What needs to be done: Please copy exactly the line containing "Identify the location" and every line after it, through the last line of the records below, leaving out all pictures.

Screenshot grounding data
== Segment start ==

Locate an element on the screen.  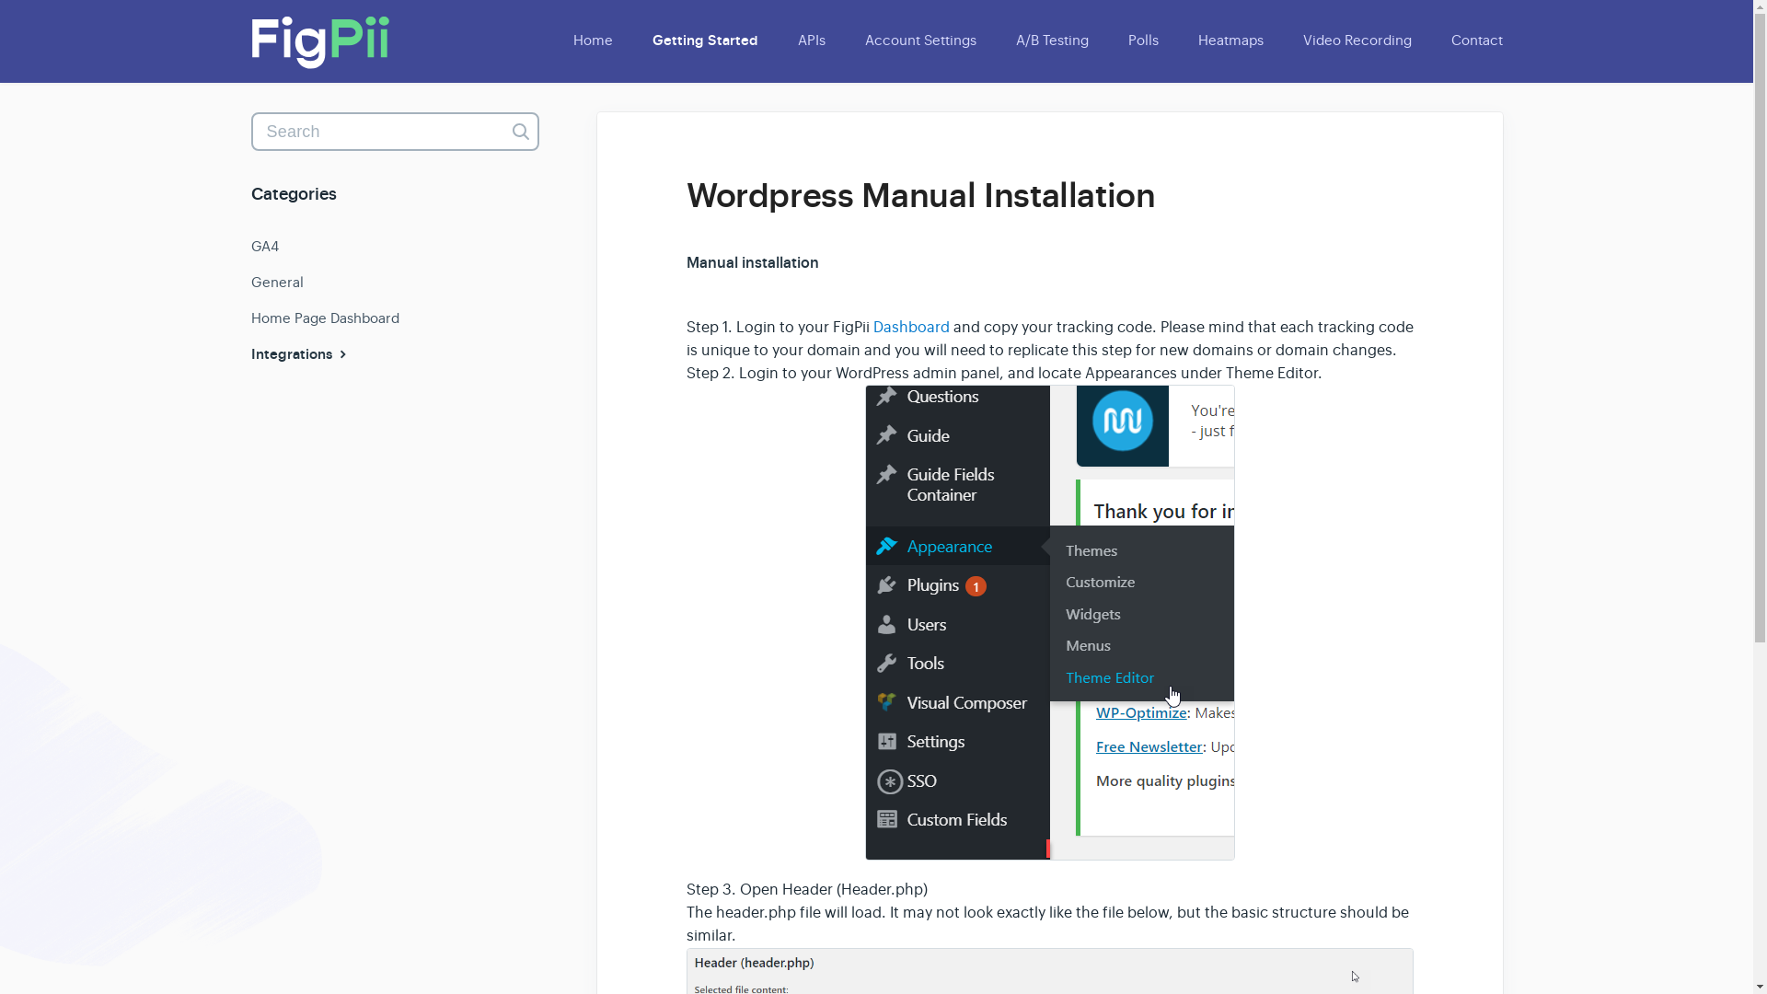
Home is located at coordinates (593, 40).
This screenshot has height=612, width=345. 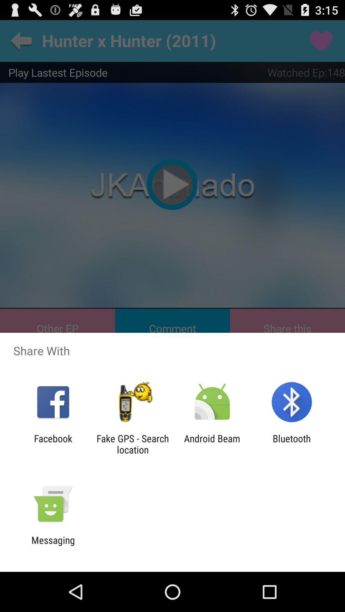 I want to click on jump until the messaging app, so click(x=53, y=546).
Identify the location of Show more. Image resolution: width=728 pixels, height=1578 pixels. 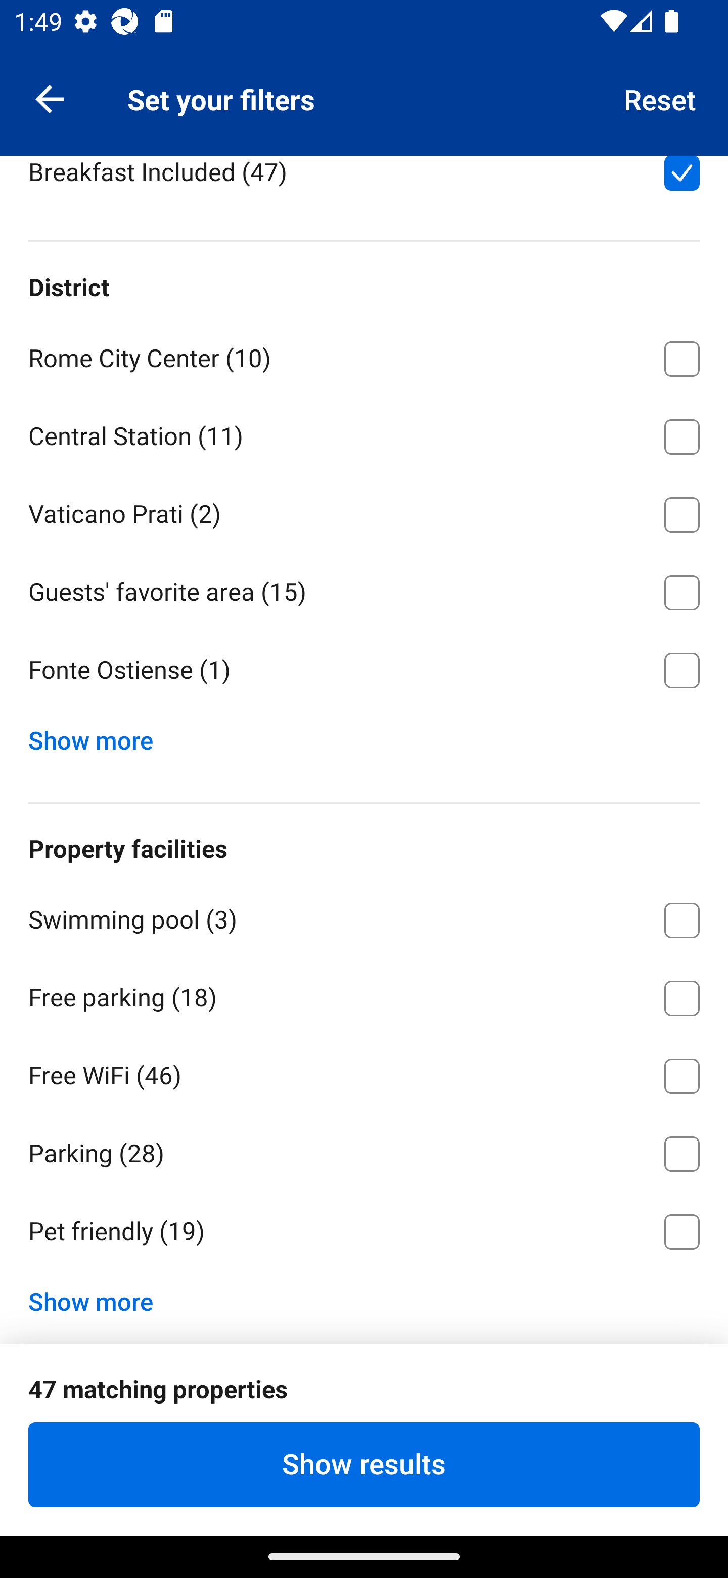
(98, 1298).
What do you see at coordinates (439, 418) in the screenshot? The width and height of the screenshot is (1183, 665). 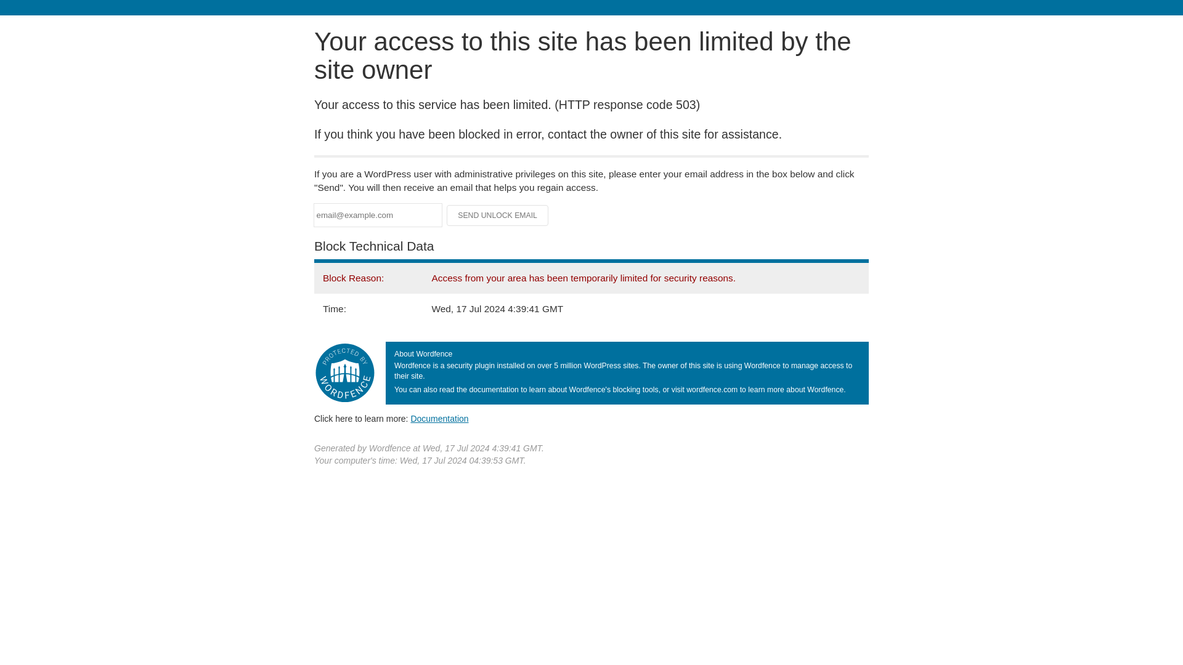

== Segment end ==

Response to the task:
Identify the location of Show more. Image resolution: width=728 pixels, height=1578 pixels. 
(98, 1298).
What do you see at coordinates (439, 418) in the screenshot? The width and height of the screenshot is (1183, 665). 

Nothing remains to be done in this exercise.